He shrugged. “He is a nice enough small boy. He will stop squealing in a year or two.”
She gazed at the documents. Trusts and letters ensuring the care of James’s son and his estate. These were the legal remains of a man putting his life in order. “He is not going to do himself in, is he?”
“No. However, he will not be returning to England.”
Not returning. Ever. She looked at Nathaniel. Not blackmail, but a bargain. A compromise. James had agreed to this to avoid a scandal about Isabella and Harry. To avoid the formal inquiries about that marriage in Spain.
Nathaniel had proposed this solution, she was sure of it. He had forged this plan to protect her and Ambrose from the same scandal and all it might reveal.
That did not explain why James had to accept exile, however. Either Nathaniel had forced James into a very bad bargain, or there was more at stake than she knew.
The answer stood in front of her, tall and confident, watching her.
“Do you think the marriage would be found to be legal?”
“Possibly. However, it would depend on whether the witnesses could be located, which is unlikely.”
“Will Harry ever know about that possibility?”
“When he is of age, I will share what I know with him. He has a right to that. It will be his choice whether to pursue it. However, I think the trust will appease him enough.”
“And if he does pursue it? Ambrose—”
“Ambrose will not grow up in an earl’s household, but in ours. His trust draws on James’s private wealth, not the title’s estates. He will be wealthy and have your secure love. If he does not become an earl because it is discovered the title is not rightfully his, it will not be the end of the world for him.”
“So all of these strategies may only delay the reckoning.”
He drew her into his embrace. “I cannot lie to that boy up in Durham. This was the best I could do.”
“I think you did very well. Eight years hence, I do not think I will care much whether my past is rearranged again.” She took his face in her hands and gazed deeply into his eyes. “James must have done something very bad to agree to this, Nathaniel. I do not think he goes abroad only to suppress questions about his brother’s Spanish alliance. Nor do I believe you would require it of him to buy our silence on that.”
He did not reply, but she found the answer in his eyes. “He killed that poor woman, didn’t he? That is what you learned from Mr. Yardley that day.”
He nodded. “However, Yardley is not the best witness. His memories are confused and vague. Even I would have difficulty getting a conviction on his story alone.”
She assumed he had considered trying, while he weighed his decisions these last days. He had tried it on and rehearsed that role. That meant he knew the truth even if Mr. Yardley was not enough. “Tell me, when you looked in James’s eyes today, what did you learn?”

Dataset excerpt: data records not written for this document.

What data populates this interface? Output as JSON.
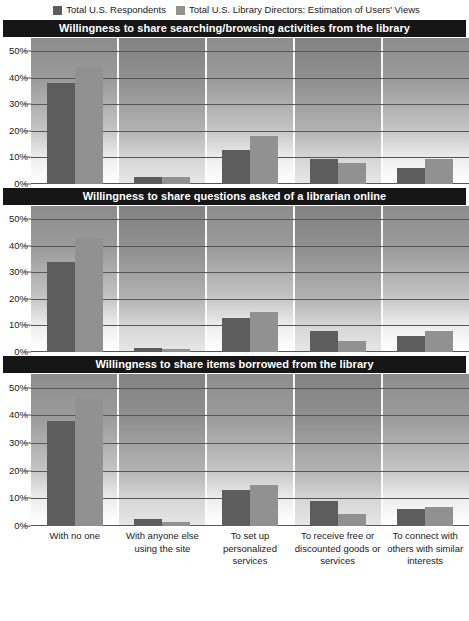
{
  "legend": {
    "items": [
      {
        "label": "Total U.S. Respondents",
        "color": "#5d5d5d",
        "icon": "square-swatch-icon"
      },
      {
        "label": "Total U.S. Library Directors: Estimation of Users' Views",
        "color": "#919191",
        "icon": "square-swatch-icon"
      }
    ]
  },
  "axis": {
    "yticks": [
      "0%",
      "10%",
      "20%",
      "30%",
      "40%",
      "50%"
    ],
    "xlabels": [
      "With no one",
      "With anyone else using the site",
      "To set up personalized services",
      "To receive free or discounted goods or services",
      "To connect with others with similar interests"
    ]
  },
  "panels": [
    {
      "title": "Willingness to share searching/browsing activities from the library"
    },
    {
      "title": "Willingness to share questions asked of a librarian online"
    },
    {
      "title": "Willingness to share items borrowed from the library"
    }
  ],
  "chart_data": [
    {
      "type": "bar",
      "title": "Willingness to share searching/browsing activities from the library",
      "xlabel": "",
      "ylabel": "",
      "ylim": [
        0,
        55
      ],
      "yticks": [
        0,
        10,
        20,
        30,
        40,
        50
      ],
      "grid": true,
      "legend_position": "top",
      "categories": [
        "With no one",
        "With anyone else using the site",
        "To set up personalized services",
        "To receive free or discounted goods or services",
        "To connect with others with similar interests"
      ],
      "series": [
        {
          "name": "Total U.S. Respondents",
          "color": "#5d5d5d",
          "values": [
            38,
            2.5,
            13,
            9.5,
            6
          ]
        },
        {
          "name": "Total U.S. Library Directors: Estimation of Users' Views",
          "color": "#919191",
          "values": [
            44,
            2.5,
            18,
            8,
            9.5
          ]
        }
      ]
    },
    {
      "type": "bar",
      "title": "Willingness to share questions asked of a librarian online",
      "xlabel": "",
      "ylabel": "",
      "ylim": [
        0,
        55
      ],
      "yticks": [
        0,
        10,
        20,
        30,
        40,
        50
      ],
      "grid": true,
      "legend_position": "top",
      "categories": [
        "With no one",
        "With anyone else using the site",
        "To set up personalized services",
        "To receive free or discounted goods or services",
        "To connect with others with similar interests"
      ],
      "series": [
        {
          "name": "Total U.S. Respondents",
          "color": "#5d5d5d",
          "values": [
            34,
            1.5,
            13,
            8,
            6
          ]
        },
        {
          "name": "Total U.S. Library Directors: Estimation of Users' Views",
          "color": "#919191",
          "values": [
            43,
            1,
            15,
            4,
            8
          ]
        }
      ]
    },
    {
      "type": "bar",
      "title": "Willingness to share items borrowed from the library",
      "xlabel": "",
      "ylabel": "",
      "ylim": [
        0,
        55
      ],
      "yticks": [
        0,
        10,
        20,
        30,
        40,
        50
      ],
      "grid": true,
      "legend_position": "top",
      "categories": [
        "With no one",
        "With anyone else using the site",
        "To set up personalized services",
        "To receive free or discounted goods or services",
        "To connect with others with similar interests"
      ],
      "series": [
        {
          "name": "Total U.S. Respondents",
          "color": "#5d5d5d",
          "values": [
            38,
            2.5,
            13,
            9,
            6
          ]
        },
        {
          "name": "Total U.S. Library Directors: Estimation of Users' Views",
          "color": "#919191",
          "values": [
            46.5,
            1.5,
            15,
            4.5,
            7
          ]
        }
      ]
    }
  ]
}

He gathered her hands in his. “I saw his guilt, and damned little repentance. I also saw very little love for his son.”
“He is fortunate you chose this road for him, and not a more precipitous one.”

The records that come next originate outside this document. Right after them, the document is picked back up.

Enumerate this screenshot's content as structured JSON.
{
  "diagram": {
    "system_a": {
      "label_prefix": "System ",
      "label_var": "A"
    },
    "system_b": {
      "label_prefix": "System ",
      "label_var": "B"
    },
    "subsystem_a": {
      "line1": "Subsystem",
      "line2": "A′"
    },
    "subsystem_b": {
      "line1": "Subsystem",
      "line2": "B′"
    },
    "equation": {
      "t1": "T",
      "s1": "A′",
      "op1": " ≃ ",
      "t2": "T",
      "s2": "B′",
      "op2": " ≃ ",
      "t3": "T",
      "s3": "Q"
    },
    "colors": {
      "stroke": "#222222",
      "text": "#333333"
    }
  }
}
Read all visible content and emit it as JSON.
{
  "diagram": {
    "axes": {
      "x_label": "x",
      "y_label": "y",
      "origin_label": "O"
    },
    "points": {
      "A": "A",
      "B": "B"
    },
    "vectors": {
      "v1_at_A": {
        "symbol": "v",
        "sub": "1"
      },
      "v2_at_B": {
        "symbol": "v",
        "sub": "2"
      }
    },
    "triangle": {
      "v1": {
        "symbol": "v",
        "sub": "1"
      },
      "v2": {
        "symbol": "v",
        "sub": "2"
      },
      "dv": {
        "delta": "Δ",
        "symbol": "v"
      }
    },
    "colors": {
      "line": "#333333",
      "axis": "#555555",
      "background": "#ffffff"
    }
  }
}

“It was a road that spared the innocent. It was not a bad compromise.”
His embracing arm guided her out of the library and away from those documents and the truth they buried. They went down to the garden again, and out amidst the plants under the sun.
The scents of spring drenched the breeze, creating the heady smell of a world embracing renewal. Nathaniel strolled beside her down the garden’s length.
“James was right. You spoil the boy. We should marry soon so the child is not ruined before a man’s influence saves him.”
She laughed. “You are so selfless, Mr. Knightridge.” She let the mirth die. “I am tempted to impose on that fine quality one more time.”
“How so?”
“You must deny me if you even suspect it is an unwise request, one that might risk our happiness. It would be just like you to agree, just to be kind, when in your heart you wished you had not. If that happens it will be a sorry state we will find ourselves in, although you would never say so. Which means that I would know you were unhappy but you would deny it, and we would—”
“Heaven spare me, Lady M. In another two sentences you will have us doomed to misery because I am so damned good.” A sardonic smile accompanied the scold. “I will weigh your request with due deliberation and answer honestly. I will never put our happiness at risk. Now continue.”
She stopped and faced him. She moved close and toyed with the fabric of his cravat. “I have been thinking that I would like to make another journey. To the north. To hold assemblies for the petitions.”
“Certainly. I assumed we would spend the summer on your cause. We can arrange it as soon as we are wed. Where would you like to go?”
She shrugged. “Durham would be convenient.”
His hand lifted her chin. “A tour of Durham would never risk our happiness, so there is more to this plot, I think.”
“Much more. I was thinking about Harry while I played here with Ambrose. I am sure that school is very good, and that he will be content there. However, I would like him to know he has a place in the world, and Mardenford’s family will never accept him. Even the funds in that trust will not give him a real home.” She bit her lower lip. “Do you think he could have a place with us, Nathaniel?”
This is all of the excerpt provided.